MRS. FRANCES N. PATTON. – This estimable lady, the daughter of Hon. E. N. and Eliza Cooke was born in Erie county, Ohio, on the 3d day of August, 1837; and the greater portion of her early life was passed in that state. In 1851, at the age of fourteen years, she accompanied her parents across the plains to Oregon, reaching Salem on October 10th of that year. She began attendance at the Willamette University, which up to 1853 was called the Oregon Institute; and from the time her name was first enrolled as a scholar, until she bid adieu to the schoolroom, she was known as an attentive, painstaking and most exemplary pupil. On her seventeenth birthday she was united in marriage to Thomas McF. Patton, who at Council Bluffs joined the company with whom she journeyed across the trackless plains. The first year of her married life was spent in Jacksonville; but, at the earnest request of her parents, she and her husband removed to the Capital city, where, with the exception of a two years’ residence in Hiogo, Japan, at which place Mr. Patton was United States consul, she resided until the day of her death, which occurred on Wednesday, December 7, 1886.

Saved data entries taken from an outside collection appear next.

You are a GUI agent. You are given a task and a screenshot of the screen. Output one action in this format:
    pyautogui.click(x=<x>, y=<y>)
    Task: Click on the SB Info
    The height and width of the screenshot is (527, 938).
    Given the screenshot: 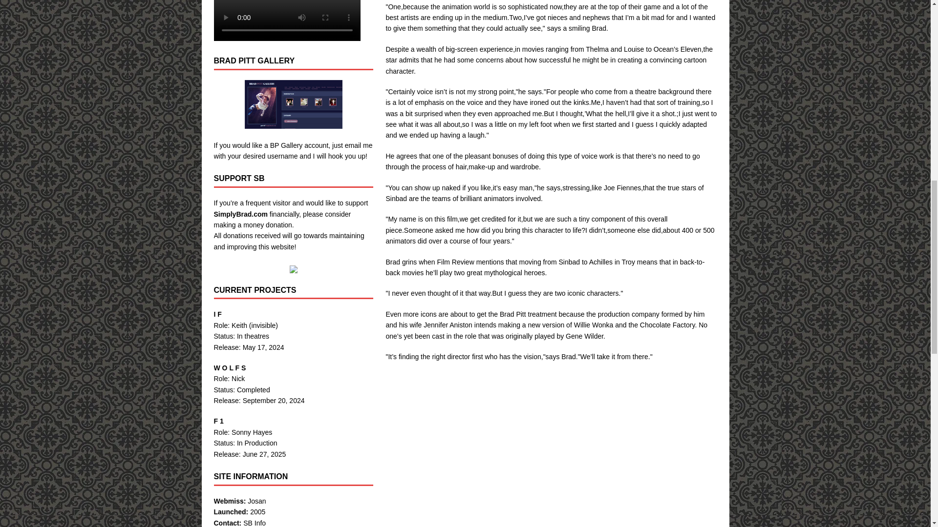 What is the action you would take?
    pyautogui.click(x=254, y=524)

Mrs. Patton, soon after her arrival in Salem from Ohio, united with the Congregational church, and was a member of that church throughout her life. She was always foremost in alleviating distress and in dispensing charities, being connected with religious and benevolent associations having those objects in view. She was a life member of the Orphans’ Aid Society, and rendered many years of efficient service to that laudable institution, both as a member and officer. During her residence in Japan, she was told for the first time that she would, at most, live but a few months. With an earnest longing that she might return to Salem, where she could die amid the sweet companionship of her girlhood days, she accepted her fate with true christian resignation.
Leaving Hiogo, – coming home to die, – she reached San Francisco on January 22, 1886, and a few days thereafter found herself again at home. She seemed to gain a new hold on life after her arrival in Salem. Here were concentrated all the most hallowed associations of her life, – home, mother, children and companions. All the relief that human skill could afford and every ministration of love and sympathy, were hers, but without avail; for death had marked her for its own. Still for her it had no terrors. It was simply a happy transition to the life beyond, and an entrance upon eternal happiness. Having discharged all the duties of her life with fidelity, and borne all her trials with christian resignation, she calmly awaited the end, upheld in the sublime faith in the promises of that religion of which she had been for so many years a devout and consistent disciple. She left behind to mourn her loss her husband and family of three children.